Whether Mrs. Honour really deserved that suspicion, of which her mistress gave her a hint, is a matter which we cannot indulge our reader's curiosity by resolving. We will, however, make him amends in disclosing what passed in the mind of Sophia.
The reader will be pleased to recollect, that a secret affection for Mr. Jones had insensibly stolen into the bosom of this young lady.
That it had there grown to a pretty great height before she herself had discovered it. When she first began to perceive its symptoms, the sensations were so sweet and pleasing, that she had not resolution sufficient to check or repel them; and thus she went on cherishing a passion of which she never once considered the consequences.
This incident relating to Molly first opened her eyes. She now first perceived the weakness of which she had been guilty; and though it caused the utmost perturbation in her mind, yet it had the effect of other nauseous physic, and for the time expelled her distemper. Its operation indeed was most wonderfully quick; and in the short interval, while her maid was absent, so entirely removed all symptoms, that when Mrs. Honour returned with a summons from her father, she was become perfectly easy, and had brought herself to a thorough indifference for Mr. Jones.
The diseases of the mind do in almost every particular imitate those of the body. For which reason, hope, that learned faculty, for whom we have so profound a respect, will pardon us the violent hands we have been necessitated to lay on several words and phrases, which of right belong to them, and without which our descriptions must have been ten unintelligible.
Now there is no one circumstance in which the distempers of the mind bear a more exact analogy to those which are called bodily, than that aptness which both have to a relapse. This is plain in the violent diseases of ambition and avarice. I have known ambition, when cured at court by frequent disappointments (which are the only physic for it), to break out again in a contest for foreman of the grand jury at an assizes; and have heard of a man who had so far conquered avarice, as to give away many a sixpence, that comforted himself, at last, on his deathbed, by ****** a crafty and advantageous bargain concerning his ensuing funeral, with an undertaker who had married his only child.
In the affair of love, which, out of strict conformity with the Stoic philosophy, we shall here treat as a disease, this proneness to relapse is no less conspicuous. Thus it happened to poor Sophia;upon whom, the very next time she saw young Jones, all the former symptoms returned, and from that time cold and hot fits alternately seized her heart.
The situation of this young lady was now very different from what it had ever been before. That passion which had formerly been so exquisitely delicious, became now a scorpion in her bosom. She resisted it therefore with her utmost force, and summoned every argument her reason (which was surprisingly strong for her age)could suggest, to subdue and expel it. In this she so far succeeded, that she began to hope from time and absence a perfect cure. She resolved therefore to avoid Tom Jones as much as possible; for which purpose she began to conceive a design of visiting her aunt, to which she made no doubt of obtaining her father's consent.
But Fortune, who had other designs in her head, put an immediate stop to any such proceeding, by introducing an accident, which will be related in the next chapter.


What is needed is an exact transcription of every entry below, with the pictures left out.

***** SOURCE MATERIAL

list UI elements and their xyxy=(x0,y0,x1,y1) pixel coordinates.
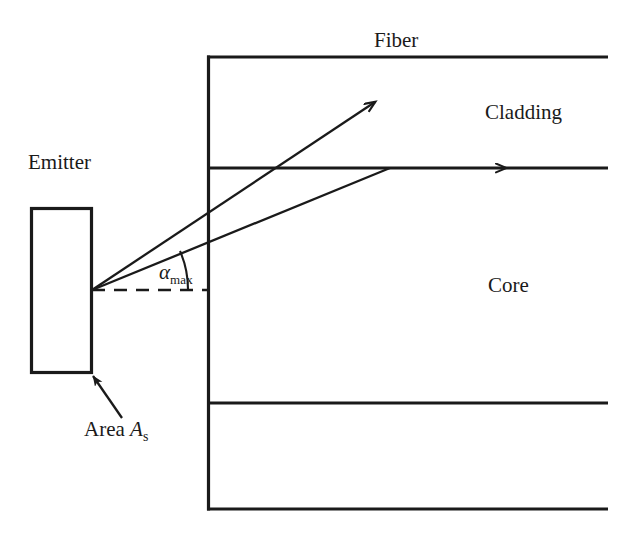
alpha-symbol: α xyxy=(159,260,170,284)
diagram-canvas xyxy=(0,0,619,542)
label-area-subscript: s xyxy=(143,429,148,444)
area-callout-arrow xyxy=(93,376,122,418)
fiber-coupling-diagram: Fiber Cladding Core Emitter Area As αmax xyxy=(0,0,619,542)
label-area-as: Area As xyxy=(84,419,148,444)
alpha-subscript: max xyxy=(170,272,193,287)
label-core: Core xyxy=(488,275,529,296)
label-alpha-max: αmax xyxy=(159,262,193,286)
escaping-ray xyxy=(92,102,375,290)
label-area-prefix: Area xyxy=(84,417,130,441)
guided-ray xyxy=(92,168,390,290)
emitter-rectangle xyxy=(32,209,92,373)
label-area-symbol: A xyxy=(130,417,143,441)
label-fiber: Fiber xyxy=(374,30,418,51)
label-emitter: Emitter xyxy=(28,152,91,173)
label-cladding: Cladding xyxy=(485,102,562,123)
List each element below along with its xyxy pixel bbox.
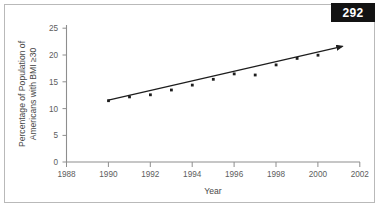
x-tick-label-1988: 1988 (57, 170, 76, 179)
data-point-1995 (212, 78, 215, 81)
data-points (107, 54, 319, 102)
x-tick-label-1996: 1996 (225, 170, 244, 179)
figure-container: 292 25 20 15 10 5 0 (0, 0, 379, 209)
x-axis-title: Year (204, 186, 222, 196)
x-axis-ticks (67, 162, 360, 167)
y-axis-ticks (63, 28, 67, 162)
data-point-1998 (275, 64, 278, 67)
x-tick-label-1992: 1992 (141, 170, 160, 179)
y-axis-title-line2: Americans with BMI ≥30 (28, 47, 38, 140)
chart-plot-area: 25 20 15 10 5 0 1988 1990 1992 1994 1996… (0, 0, 379, 209)
y-tick-label-15: 15 (49, 78, 59, 87)
x-tick-label-1994: 1994 (183, 170, 202, 179)
y-tick-label-25: 25 (49, 24, 59, 33)
data-point-1993 (170, 89, 173, 92)
trend-line (108, 46, 342, 100)
data-point-2000 (317, 54, 320, 57)
y-axis-title-line1: Percentage of Population of (17, 40, 27, 147)
y-tick-label-10: 10 (49, 105, 59, 114)
y-tick-label-20: 20 (49, 51, 59, 60)
y-tick-label-0: 0 (53, 158, 58, 167)
data-point-1992 (149, 93, 152, 96)
y-tick-label-5: 5 (53, 131, 58, 140)
x-tick-label-2002: 2002 (351, 170, 370, 179)
x-tick-label-1998: 1998 (267, 170, 286, 179)
x-tick-label-1990: 1990 (99, 170, 118, 179)
data-point-1994 (191, 84, 194, 87)
x-tick-label-2000: 2000 (309, 170, 328, 179)
data-point-1991 (128, 96, 131, 99)
data-point-1999 (296, 57, 299, 60)
data-point-1997 (254, 74, 257, 77)
data-point-1990 (107, 99, 110, 102)
data-point-1996 (233, 73, 236, 76)
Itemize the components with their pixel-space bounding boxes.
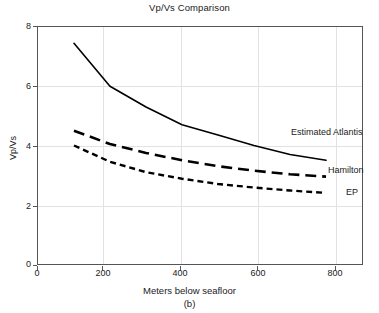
xtick-label-600: 600 xyxy=(238,268,278,278)
ytick-mark-4 xyxy=(33,146,37,147)
series-label-ep: EP xyxy=(346,187,358,197)
ytick-mark-8 xyxy=(33,26,37,27)
xtick-label-400: 400 xyxy=(160,268,200,278)
ytick-label-8: 8 xyxy=(1,21,31,31)
figure-container: Vp/Vs Comparison Estimated Atlantis Hami… xyxy=(0,0,379,313)
series-line-estimated-atlantis xyxy=(74,43,326,160)
chart-title: Vp/Vs Comparison xyxy=(0,2,379,13)
series-curves xyxy=(38,27,362,264)
series-line-ep xyxy=(74,146,326,193)
xtick-label-800: 800 xyxy=(315,268,355,278)
y-axis-title: Vp/Vs xyxy=(8,136,18,160)
ytick-label-2: 2 xyxy=(1,201,31,211)
x-axis-title: Meters below seafloor xyxy=(0,285,379,296)
ytick-mark-6 xyxy=(33,86,37,87)
ytick-label-6: 6 xyxy=(1,81,31,91)
ytick-mark-2 xyxy=(33,206,37,207)
xtick-label-0: 0 xyxy=(17,268,57,278)
xtick-label-200: 200 xyxy=(83,268,123,278)
series-label-hamilton: Hamilton xyxy=(328,165,364,175)
sub-caption: (b) xyxy=(0,298,379,309)
series-label-estimated-atlantis: Estimated Atlantis xyxy=(291,127,363,137)
plot-area: Estimated Atlantis Hamilton EP xyxy=(37,26,363,265)
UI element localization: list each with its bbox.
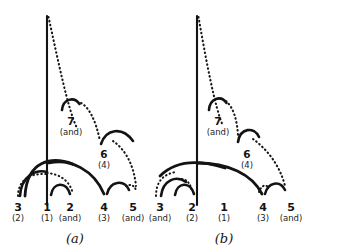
figure-canvas: 7 (and) 6 (4) 3 (2) 1 (1) 2 (and) 4 (3) … [0,0,337,252]
panel-b-beat-sub-5: (and) [280,213,303,223]
panel-a-upper-num-7: 7 [67,115,74,127]
panel-b-upper-num-6: 6 [243,148,250,160]
panel-b-beat-sub-1: (and) [149,213,172,223]
metrical-arc-figure: 7 (and) 6 (4) 3 (2) 1 (1) 2 (and) 4 (3) … [0,0,337,252]
panel-a-caption: (a) [66,231,84,246]
panel-a-beat-sub-1: (2) [12,213,24,223]
panel-b-beat-sub-4: (3) [257,213,269,223]
panel-a-beat-sub-2: (1) [41,213,53,223]
panel-a-upper-num-6: 6 [100,148,107,160]
panel-b-upper-sub-7: (and) [207,127,230,137]
panel-a-upper-sub-7: (and) [60,127,83,137]
panel-b-beat-sub-3: (1) [218,213,230,223]
panel-b-beat-sub-2: (2) [186,213,198,223]
panel-b-caption: (b) [215,231,233,246]
panel-b-upper-sub-6: (4) [241,160,253,170]
panel-b-upper-num-7: 7 [214,115,221,127]
panel-a-upper-sub-6: (4) [98,160,110,170]
panel-a-beat-sub-3: (and) [59,213,82,223]
panel-a-beat-sub-4: (3) [98,213,110,223]
panel-a-beat-sub-5: (and) [122,213,145,223]
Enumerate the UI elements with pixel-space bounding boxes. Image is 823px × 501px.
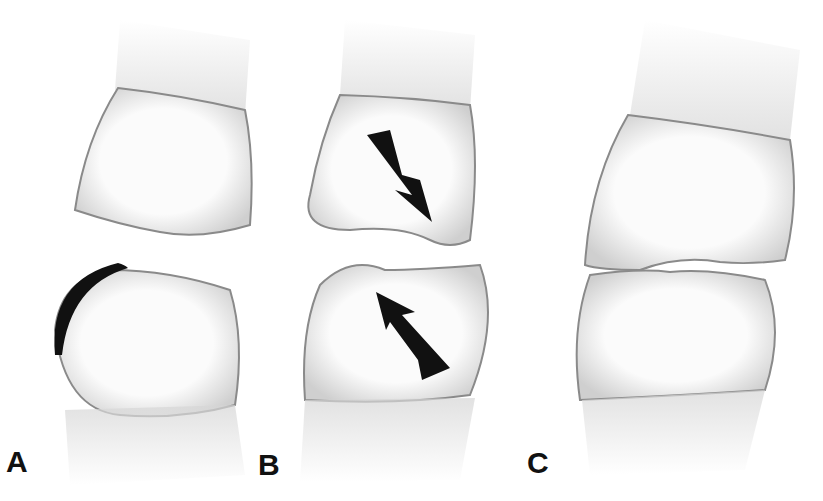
upper-tooth-crown [308,95,475,245]
lower-tooth-crown [577,271,775,400]
panel-label-b: B [258,448,280,482]
panel-c [577,20,800,475]
panel-a [54,20,251,485]
upper-tooth-crown [75,88,252,235]
panel-label-a: A [6,445,28,479]
lower-tooth-root [582,390,765,475]
lower-tooth-root [300,398,475,482]
lower-tooth-root [65,405,245,485]
illustration [0,0,823,501]
upper-tooth-crown [585,115,794,270]
panel-label-c: C [527,446,549,480]
panel-b [300,20,488,482]
lower-tooth-crown [304,265,488,402]
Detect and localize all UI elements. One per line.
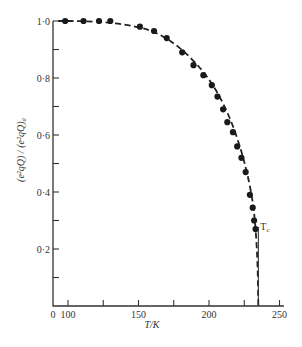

**********

== ANSWER TO THE EXERCISE ==
list UI elements and their xyxy=(x0,y0,x1,y1) pixel coordinates.
alpha-symbol: α xyxy=(159,260,170,284)
diagram-canvas xyxy=(0,0,619,542)
label-area-subscript: s xyxy=(143,429,148,444)
area-callout-arrow xyxy=(93,376,122,418)
fiber-coupling-diagram: Fiber Cladding Core Emitter Area As αmax xyxy=(0,0,619,542)
label-area-as: Area As xyxy=(84,419,148,444)
alpha-subscript: max xyxy=(170,272,193,287)
label-core: Core xyxy=(488,275,529,296)
label-alpha-max: αmax xyxy=(159,262,193,286)
escaping-ray xyxy=(92,102,375,290)
label-area-prefix: Area xyxy=(84,417,130,441)
guided-ray xyxy=(92,168,390,290)
emitter-rectangle xyxy=(32,209,92,373)
label-area-symbol: A xyxy=(130,417,143,441)
label-fiber: Fiber xyxy=(374,30,418,51)
label-emitter: Emitter xyxy=(28,152,91,173)
label-cladding: Cladding xyxy=(485,102,562,123)
List each element below along with its xyxy pixel bbox.
x-tick-label-1988: 1988 (57, 170, 76, 179)
data-point-1995 (212, 78, 215, 81)
data-points (107, 54, 319, 102)
x-tick-label-1996: 1996 (225, 170, 244, 179)
figure-container: 292 25 20 15 10 5 0 (0, 0, 379, 209)
x-axis-title: Year (204, 186, 222, 196)
x-axis-ticks (67, 162, 360, 167)
y-axis-ticks (63, 28, 67, 162)
data-point-1998 (275, 64, 278, 67)
x-tick-label-1992: 1992 (141, 170, 160, 179)
y-axis-title-line2: Americans with BMI ≥30 (28, 47, 38, 140)
chart-plot-area: 25 20 15 10 5 0 1988 1990 1992 1994 1996… (0, 0, 379, 209)
y-tick-label-15: 15 (49, 78, 59, 87)
x-tick-label-1994: 1994 (183, 170, 202, 179)
y-tick-label-25: 25 (49, 24, 59, 33)
data-point-1993 (170, 89, 173, 92)
trend-line (108, 46, 342, 100)
data-point-2000 (317, 54, 320, 57)
y-axis-title-line1: Percentage of Population of (17, 40, 27, 147)
y-tick-label-10: 10 (49, 105, 59, 114)
y-tick-label-20: 20 (49, 51, 59, 60)
y-tick-label-0: 0 (53, 158, 58, 167)
data-point-1992 (149, 93, 152, 96)
y-tick-label-5: 5 (53, 131, 58, 140)
x-tick-label-2002: 2002 (351, 170, 370, 179)
x-tick-label-1998: 1998 (267, 170, 286, 179)
x-tick-label-1990: 1990 (99, 170, 118, 179)
data-point-1994 (191, 84, 194, 87)
x-tick-label-2000: 2000 (309, 170, 328, 179)
data-point-1991 (128, 96, 131, 99)
data-point-1999 (296, 57, 299, 60)
data-point-1997 (254, 74, 257, 77)
data-point-1990 (107, 99, 110, 102)
data-point-1996 (233, 73, 236, 76)
Itemize the components with their pixel-space bounding boxes.
xtick-label-600: 600 xyxy=(238,268,278,278)
ytick-mark-4 xyxy=(33,146,37,147)
series-label-ep: EP xyxy=(346,187,358,197)
ytick-mark-8 xyxy=(33,26,37,27)
xtick-label-400: 400 xyxy=(160,268,200,278)
ytick-label-8: 8 xyxy=(1,21,31,31)
figure-container: Vp/Vs Comparison Estimated Atlantis Hami… xyxy=(0,0,379,313)
series-line-estimated-atlantis xyxy=(74,43,326,160)
chart-title: Vp/Vs Comparison xyxy=(0,2,379,13)
series-curves xyxy=(38,27,362,264)
series-line-ep xyxy=(74,146,326,193)
xtick-label-800: 800 xyxy=(315,268,355,278)
y-axis-title: Vp/Vs xyxy=(8,136,18,160)
ytick-label-2: 2 xyxy=(1,201,31,211)
x-axis-title: Meters below seafloor xyxy=(0,285,379,296)
ytick-mark-6 xyxy=(33,86,37,87)
ytick-label-6: 6 xyxy=(1,81,31,91)
ytick-mark-2 xyxy=(33,206,37,207)
xtick-label-0: 0 xyxy=(17,268,57,278)
xtick-label-200: 200 xyxy=(83,268,123,278)
series-label-hamilton: Hamilton xyxy=(328,165,364,175)
sub-caption: (b) xyxy=(0,298,379,309)
series-label-estimated-atlantis: Estimated Atlantis xyxy=(291,127,363,137)
plot-area: Estimated Atlantis Hamilton EP xyxy=(37,26,363,265)
UI element localization: list each with its bbox.
figure-canvas: 7 (and) 6 (4) 3 (2) 1 (1) 2 (and) 4 (3) … [0,0,337,252]
panel-b-beat-sub-5: (and) [280,213,303,223]
panel-a-upper-num-7: 7 [67,115,74,127]
panel-b-upper-num-6: 6 [243,148,250,160]
panel-b-beat-sub-1: (and) [149,213,172,223]
metrical-arc-figure: 7 (and) 6 (4) 3 (2) 1 (1) 2 (and) 4 (3) … [0,0,337,252]
panel-a-caption: (a) [66,231,84,246]
panel-a-beat-sub-1: (2) [12,213,24,223]
panel-b-beat-sub-4: (3) [257,213,269,223]
panel-a-beat-sub-2: (1) [41,213,53,223]
panel-a-upper-num-6: 6 [100,148,107,160]
panel-b-upper-sub-7: (and) [207,127,230,137]
panel-a-upper-sub-7: (and) [60,127,83,137]
panel-b-beat-sub-3: (1) [218,213,230,223]
panel-b-beat-sub-2: (2) [186,213,198,223]
panel-b-caption: (b) [215,231,233,246]
panel-b-upper-sub-6: (4) [241,160,253,170]
panel-b-upper-num-7: 7 [214,115,221,127]
panel-a-upper-sub-6: (4) [98,160,110,170]
panel-a-beat-sub-3: (and) [59,213,82,223]
panel-a-beat-sub-4: (3) [98,213,110,223]
panel-a-beat-sub-5: (and) [122,213,145,223]
Enumerate the UI elements with pixel-space bounding boxes. Image is 823px × 501px.
upper-tooth-crown [308,95,475,245]
lower-tooth-crown [577,271,775,400]
panel-label-b: B [258,448,280,482]
panel-c [577,20,800,475]
panel-a [54,20,251,485]
upper-tooth-crown [75,88,252,235]
panel-label-a: A [6,445,28,479]
lower-tooth-root [582,390,765,475]
lower-tooth-root [300,398,475,482]
lower-tooth-root [65,405,245,485]
illustration [0,0,823,501]
upper-tooth-crown [585,115,794,270]
panel-label-c: C [527,446,549,480]
panel-b [300,20,488,482]
lower-tooth-crown [304,265,488,402]
Detect and localize all UI elements. One per line.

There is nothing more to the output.